Study finds increased bull trout spawning
HELENA – Bull trout, a threatened fish whose well-being has driven court cases and changed industrial projects, may be coming back in some areas of Montana, a new survey suggests.
The number of bull trout spawning beds, or redds, added up to five-year highs in a survey of selected streams in northwest Montana near Glacier National Park.
Agency biologist Tom Weaver said the increases are not a definitive indication of bull trout’s strength, but are encouraging.
Workers counted about 1,300 of the rocky nests, often the size of a pickup truck bed, between Sept. 26 and Oct. 25.
Researchers are not entirely sure why the number of redds has increased. But conditions for counting improved between this year and last, and streamflows increased since the 2005 survey, Weaver said. The flows allowed more bull trout to reach spawning areas, he said. They also impeded the beaver dams that obstruct fish, he said.
The redds were found in tributaries to the North, South and Middle Forks of the Flathead River and tributaries to the Swan River, the Montana Department of Fish, Wildlife and Parks said.
Bull trout were put on the federal threatened-species list in 1998. In the United States, they exist in Washington, Oregon, Nevada and Idaho, as well as in Montana west of the Continental Divide. Bull trout once were in Northern California as well.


▶ Work order
This exercise needs all of the entries set down again, exactly as they read.

▶ Supplied data
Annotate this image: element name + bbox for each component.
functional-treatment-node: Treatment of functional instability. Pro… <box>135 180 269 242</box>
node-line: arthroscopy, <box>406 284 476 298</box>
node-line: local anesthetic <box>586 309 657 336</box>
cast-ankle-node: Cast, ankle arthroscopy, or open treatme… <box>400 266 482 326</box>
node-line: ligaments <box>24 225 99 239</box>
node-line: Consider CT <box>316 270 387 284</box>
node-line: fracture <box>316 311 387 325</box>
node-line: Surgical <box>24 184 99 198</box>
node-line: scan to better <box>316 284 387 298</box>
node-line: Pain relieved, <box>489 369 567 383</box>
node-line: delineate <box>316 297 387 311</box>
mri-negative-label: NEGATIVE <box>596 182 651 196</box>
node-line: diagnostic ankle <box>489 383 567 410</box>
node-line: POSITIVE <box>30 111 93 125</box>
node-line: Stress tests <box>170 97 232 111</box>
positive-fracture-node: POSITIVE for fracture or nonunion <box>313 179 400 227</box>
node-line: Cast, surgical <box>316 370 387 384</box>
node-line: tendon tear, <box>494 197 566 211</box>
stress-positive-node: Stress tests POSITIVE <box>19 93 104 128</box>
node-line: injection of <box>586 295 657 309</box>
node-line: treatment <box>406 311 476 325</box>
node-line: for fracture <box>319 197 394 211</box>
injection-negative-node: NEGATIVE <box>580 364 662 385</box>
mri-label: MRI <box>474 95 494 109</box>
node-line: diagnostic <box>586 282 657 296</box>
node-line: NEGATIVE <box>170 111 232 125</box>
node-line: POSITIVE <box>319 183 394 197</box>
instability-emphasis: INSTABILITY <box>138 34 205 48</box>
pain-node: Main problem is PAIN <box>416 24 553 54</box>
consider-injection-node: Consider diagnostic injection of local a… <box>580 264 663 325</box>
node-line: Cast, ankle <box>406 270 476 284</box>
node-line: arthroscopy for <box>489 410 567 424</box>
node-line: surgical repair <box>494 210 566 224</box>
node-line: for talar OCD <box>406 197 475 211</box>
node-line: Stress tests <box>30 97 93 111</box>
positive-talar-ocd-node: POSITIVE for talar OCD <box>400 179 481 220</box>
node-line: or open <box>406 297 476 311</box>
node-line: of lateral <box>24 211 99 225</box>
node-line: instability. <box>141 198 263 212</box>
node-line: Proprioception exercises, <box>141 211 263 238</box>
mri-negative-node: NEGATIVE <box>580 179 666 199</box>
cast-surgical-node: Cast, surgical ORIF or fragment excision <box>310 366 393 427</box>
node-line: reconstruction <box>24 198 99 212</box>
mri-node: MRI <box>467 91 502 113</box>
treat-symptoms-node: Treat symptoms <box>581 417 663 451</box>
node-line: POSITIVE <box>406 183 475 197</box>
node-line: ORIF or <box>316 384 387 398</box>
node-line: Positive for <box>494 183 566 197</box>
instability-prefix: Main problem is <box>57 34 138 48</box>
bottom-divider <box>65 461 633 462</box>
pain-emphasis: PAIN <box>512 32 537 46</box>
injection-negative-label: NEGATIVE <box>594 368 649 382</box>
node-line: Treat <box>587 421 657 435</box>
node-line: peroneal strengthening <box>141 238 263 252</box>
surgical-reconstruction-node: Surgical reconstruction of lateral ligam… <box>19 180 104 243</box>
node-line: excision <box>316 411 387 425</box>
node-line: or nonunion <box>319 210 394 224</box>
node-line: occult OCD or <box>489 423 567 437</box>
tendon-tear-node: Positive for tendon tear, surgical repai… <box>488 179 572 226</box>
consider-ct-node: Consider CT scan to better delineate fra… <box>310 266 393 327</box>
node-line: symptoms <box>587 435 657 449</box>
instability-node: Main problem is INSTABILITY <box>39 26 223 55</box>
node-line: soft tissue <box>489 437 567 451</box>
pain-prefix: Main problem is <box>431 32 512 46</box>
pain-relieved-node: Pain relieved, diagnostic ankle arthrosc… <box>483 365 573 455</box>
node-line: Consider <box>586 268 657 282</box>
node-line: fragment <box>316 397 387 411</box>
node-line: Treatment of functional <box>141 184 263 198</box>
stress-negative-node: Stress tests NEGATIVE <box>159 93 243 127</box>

▶ Solved problem
Annotate this image: element name + bbox for each component.
functional-treatment-node: Treatment of functional instability. Pro… <box>135 180 269 242</box>
node-line: arthroscopy, <box>406 284 476 298</box>
node-line: local anesthetic <box>586 309 657 336</box>
cast-ankle-node: Cast, ankle arthroscopy, or open treatme… <box>400 266 482 326</box>
node-line: ligaments <box>24 225 99 239</box>
node-line: Consider CT <box>316 270 387 284</box>
node-line: fracture <box>316 311 387 325</box>
node-line: Surgical <box>24 184 99 198</box>
node-line: scan to better <box>316 284 387 298</box>
node-line: Pain relieved, <box>489 369 567 383</box>
node-line: delineate <box>316 297 387 311</box>
mri-negative-label: NEGATIVE <box>596 182 651 196</box>
node-line: diagnostic ankle <box>489 383 567 410</box>
node-line: POSITIVE <box>30 111 93 125</box>
node-line: Stress tests <box>170 97 232 111</box>
positive-fracture-node: POSITIVE for fracture or nonunion <box>313 179 400 227</box>
node-line: Cast, surgical <box>316 370 387 384</box>
node-line: tendon tear, <box>494 197 566 211</box>
stress-positive-node: Stress tests POSITIVE <box>19 93 104 128</box>
node-line: injection of <box>586 295 657 309</box>
node-line: treatment <box>406 311 476 325</box>
node-line: for fracture <box>319 197 394 211</box>
injection-negative-node: NEGATIVE <box>580 364 662 385</box>
mri-label: MRI <box>474 95 494 109</box>
node-line: diagnostic <box>586 282 657 296</box>
node-line: NEGATIVE <box>170 111 232 125</box>
node-line: POSITIVE <box>319 183 394 197</box>
instability-emphasis: INSTABILITY <box>138 34 205 48</box>
pain-node: Main problem is PAIN <box>416 24 553 54</box>
consider-injection-node: Consider diagnostic injection of local a… <box>580 264 663 325</box>
node-line: Cast, ankle <box>406 270 476 284</box>
node-line: arthroscopy for <box>489 410 567 424</box>
node-line: surgical repair <box>494 210 566 224</box>
node-line: for talar OCD <box>406 197 475 211</box>
node-line: Stress tests <box>30 97 93 111</box>
positive-talar-ocd-node: POSITIVE for talar OCD <box>400 179 481 220</box>
node-line: or open <box>406 297 476 311</box>
node-line: of lateral <box>24 211 99 225</box>
node-line: instability. <box>141 198 263 212</box>
node-line: Proprioception exercises, <box>141 211 263 238</box>
mri-negative-node: NEGATIVE <box>580 179 666 199</box>
cast-surgical-node: Cast, surgical ORIF or fragment excision <box>310 366 393 427</box>
node-line: reconstruction <box>24 198 99 212</box>
mri-node: MRI <box>467 91 502 113</box>
treat-symptoms-node: Treat symptoms <box>581 417 663 451</box>
node-line: POSITIVE <box>406 183 475 197</box>
node-line: ORIF or <box>316 384 387 398</box>
node-line: Positive for <box>494 183 566 197</box>
instability-prefix: Main problem is <box>57 34 138 48</box>
bottom-divider <box>65 461 633 462</box>
pain-emphasis: PAIN <box>512 32 537 46</box>
injection-negative-label: NEGATIVE <box>594 368 649 382</box>
node-line: Treat <box>587 421 657 435</box>
node-line: peroneal strengthening <box>141 238 263 252</box>
surgical-reconstruction-node: Surgical reconstruction of lateral ligam… <box>19 180 104 243</box>
node-line: excision <box>316 411 387 425</box>
node-line: or nonunion <box>319 210 394 224</box>
node-line: occult OCD or <box>489 423 567 437</box>
tendon-tear-node: Positive for tendon tear, surgical repai… <box>488 179 572 226</box>
consider-ct-node: Consider CT scan to better delineate fra… <box>310 266 393 327</box>
node-line: symptoms <box>587 435 657 449</box>
instability-node: Main problem is INSTABILITY <box>39 26 223 55</box>
node-line: soft tissue <box>489 437 567 451</box>
pain-prefix: Main problem is <box>431 32 512 46</box>
pain-relieved-node: Pain relieved, diagnostic ankle arthrosc… <box>483 365 573 455</box>
node-line: Consider <box>586 268 657 282</box>
node-line: fragment <box>316 397 387 411</box>
node-line: Treatment of functional <box>141 184 263 198</box>
stress-negative-node: Stress tests NEGATIVE <box>159 93 243 127</box>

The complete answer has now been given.